44. A novel transformer-based CO2 retrieval framework incorporating prior constraint and hierarchical features injection: assessment of transferability for Tansat-2
Core Problem: Traditional methods for satellite CO2 retrieval are time-consuming, and deep learning models struggle with accuracy and extrapolation to unseen high values, especially for next-generation large-swath satellites.
Key Innovation: Developed a Transformer-based framework integrating prior constraint and hierarchical features for high-precision CO2 retrieval, demonstrating robust extrapolation capabilities and transferability to new satellite data (Tansat-2).
45. Characterizing full-waveform laser returned intensity and bidirectional reflectance factor of forest stands using discrete point cloud data
Core Problem: Quantifying the respective contributions of forest structural and spectral properties to full-waveform laser returned intensity (LRI) and bidirectional reflectance factor (BRF) for forest biodiversity dynamics.
Key Innovation: Presents a physics-based framework to simulate full-waveform LRI and BRF by explicitly integrating forest structural complexity (point clouds) and spectral heterogeneity (Monte-Carlo ray-tracing with leaf-level optics), validated against GEDI and TECIS observations.

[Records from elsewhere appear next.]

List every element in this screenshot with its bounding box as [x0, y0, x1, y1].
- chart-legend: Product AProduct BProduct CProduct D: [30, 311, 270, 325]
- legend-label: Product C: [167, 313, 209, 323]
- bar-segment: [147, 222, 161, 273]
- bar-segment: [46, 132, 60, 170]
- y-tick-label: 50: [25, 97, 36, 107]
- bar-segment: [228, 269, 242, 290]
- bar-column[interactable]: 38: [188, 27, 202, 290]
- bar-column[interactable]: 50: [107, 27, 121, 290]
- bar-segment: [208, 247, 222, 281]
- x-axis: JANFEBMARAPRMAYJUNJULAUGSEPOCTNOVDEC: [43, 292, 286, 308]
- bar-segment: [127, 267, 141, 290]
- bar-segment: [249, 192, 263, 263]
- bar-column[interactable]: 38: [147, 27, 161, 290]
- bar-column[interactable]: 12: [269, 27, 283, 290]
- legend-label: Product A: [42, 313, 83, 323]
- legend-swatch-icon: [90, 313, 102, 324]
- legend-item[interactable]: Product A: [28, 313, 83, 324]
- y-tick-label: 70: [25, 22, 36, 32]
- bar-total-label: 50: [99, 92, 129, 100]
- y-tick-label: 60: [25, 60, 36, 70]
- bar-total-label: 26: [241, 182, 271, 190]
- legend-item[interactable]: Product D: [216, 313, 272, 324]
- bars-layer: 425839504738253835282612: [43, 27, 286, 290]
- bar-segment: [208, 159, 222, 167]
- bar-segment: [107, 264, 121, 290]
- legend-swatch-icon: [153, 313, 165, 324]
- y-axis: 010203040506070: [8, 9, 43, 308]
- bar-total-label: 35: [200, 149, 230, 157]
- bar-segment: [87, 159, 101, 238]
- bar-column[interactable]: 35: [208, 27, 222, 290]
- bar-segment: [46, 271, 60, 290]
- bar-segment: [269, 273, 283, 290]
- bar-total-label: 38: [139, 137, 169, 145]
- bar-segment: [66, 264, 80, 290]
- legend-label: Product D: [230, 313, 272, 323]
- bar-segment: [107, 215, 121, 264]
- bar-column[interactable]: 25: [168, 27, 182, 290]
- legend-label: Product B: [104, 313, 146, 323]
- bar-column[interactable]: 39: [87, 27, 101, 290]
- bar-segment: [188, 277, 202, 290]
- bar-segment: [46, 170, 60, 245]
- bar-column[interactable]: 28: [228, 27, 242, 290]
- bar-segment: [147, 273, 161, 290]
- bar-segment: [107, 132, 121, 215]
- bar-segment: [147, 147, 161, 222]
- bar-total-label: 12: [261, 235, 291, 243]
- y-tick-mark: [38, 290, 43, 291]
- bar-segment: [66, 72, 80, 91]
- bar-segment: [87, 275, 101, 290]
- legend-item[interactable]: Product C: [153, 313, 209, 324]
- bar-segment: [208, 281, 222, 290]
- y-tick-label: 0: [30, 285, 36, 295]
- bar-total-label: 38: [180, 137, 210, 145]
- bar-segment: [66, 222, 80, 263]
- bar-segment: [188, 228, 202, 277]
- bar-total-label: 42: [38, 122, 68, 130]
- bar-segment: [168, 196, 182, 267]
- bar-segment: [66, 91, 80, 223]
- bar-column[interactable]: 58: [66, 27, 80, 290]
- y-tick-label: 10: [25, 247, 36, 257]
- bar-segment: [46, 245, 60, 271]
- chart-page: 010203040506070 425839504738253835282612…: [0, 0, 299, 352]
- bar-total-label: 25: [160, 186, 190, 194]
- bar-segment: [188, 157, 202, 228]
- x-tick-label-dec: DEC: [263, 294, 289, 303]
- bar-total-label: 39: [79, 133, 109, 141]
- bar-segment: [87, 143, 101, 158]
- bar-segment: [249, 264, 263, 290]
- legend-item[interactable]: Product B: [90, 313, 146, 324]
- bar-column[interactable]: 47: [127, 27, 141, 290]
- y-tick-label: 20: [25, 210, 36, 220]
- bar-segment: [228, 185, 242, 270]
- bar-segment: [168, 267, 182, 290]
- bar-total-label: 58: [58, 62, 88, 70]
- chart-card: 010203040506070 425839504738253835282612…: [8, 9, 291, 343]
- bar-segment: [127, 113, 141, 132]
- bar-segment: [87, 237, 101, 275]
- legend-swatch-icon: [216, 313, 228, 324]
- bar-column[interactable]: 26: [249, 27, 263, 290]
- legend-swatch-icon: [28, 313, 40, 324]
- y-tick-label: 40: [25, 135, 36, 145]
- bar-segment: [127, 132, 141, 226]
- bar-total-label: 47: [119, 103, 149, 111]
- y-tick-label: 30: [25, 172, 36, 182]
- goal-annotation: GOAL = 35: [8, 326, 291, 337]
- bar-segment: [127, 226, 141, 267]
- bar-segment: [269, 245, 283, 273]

46. Integrating flux footprint, random forest, and SHAP for interpretable hourly carbon flux upscaling: Development and application in the Qilian mountains watershed
Core Problem: Conventional eddy covariance (EC) upscaling methods for regional carbon fluxes are limited to daily/monthly resolutions, missing sub-daily dynamics, and machine learning frameworks often lack interpretability regarding environmental drivers.
Key Innovation: Introduces an integrated framework combining flux footprint modeling, Random Forest, and SHAP algorithms to upscale GPP and Reco hourly with high spatial resolution, providing interpretability of environmental drivers and generating a long-term hourly carbon flux dataset for the Qilian Mountains.

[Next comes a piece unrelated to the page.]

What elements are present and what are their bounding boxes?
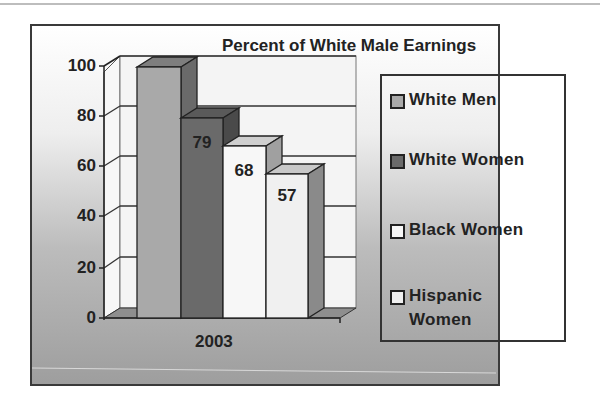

47. Divergent GPP dynamics in alpine and temperate grasslands: Hierarchical climatic controls across the Qinghai-Tibetan and Mongolian Plateaus
Core Problem: Understanding the spatiotemporal variations and climate change responses of GPP in alpine and temperate grasslands, and bridging tower-based observations with large-scale remote sensing estimates while maintaining interpretability.
Key Innovation: Developed a novel Random Forest Regression-Light Use Efficiency-Solar Induced Fluorescence (RFR-LUE-SIF) model that integrates machine learning with physiological principles and satellite SIF, providing a scalable, data-driven, and physiologically consistent approach for assessing grassland carbon dynamics and their hierarchical climatic responses.
48. Spatiotemporal averaging resolution of high importance within Earth-observation-based light use efficiency models of gross primary production
Core Problem: The relationship between GPP and absorbed photosynthetically active radiation (APAR) in light use efficiency models shifts from asymptotic to linear depending on spatiotemporal averaging resolution, which is not well understood.
Key Innovation: Investigated the critical spatiotemporal scales at which the GPP-APAR relationship converts from asymptotic to linear, demonstrating that higher resolutions (half-hourly to daily, smaller pixel sizes) require an asymptotic relationship, while lower resolutions (monthly/weekly, larger pixel sizes) favor a linear one, providing guidance for selecting appropriate models based on satellite sensor resolution.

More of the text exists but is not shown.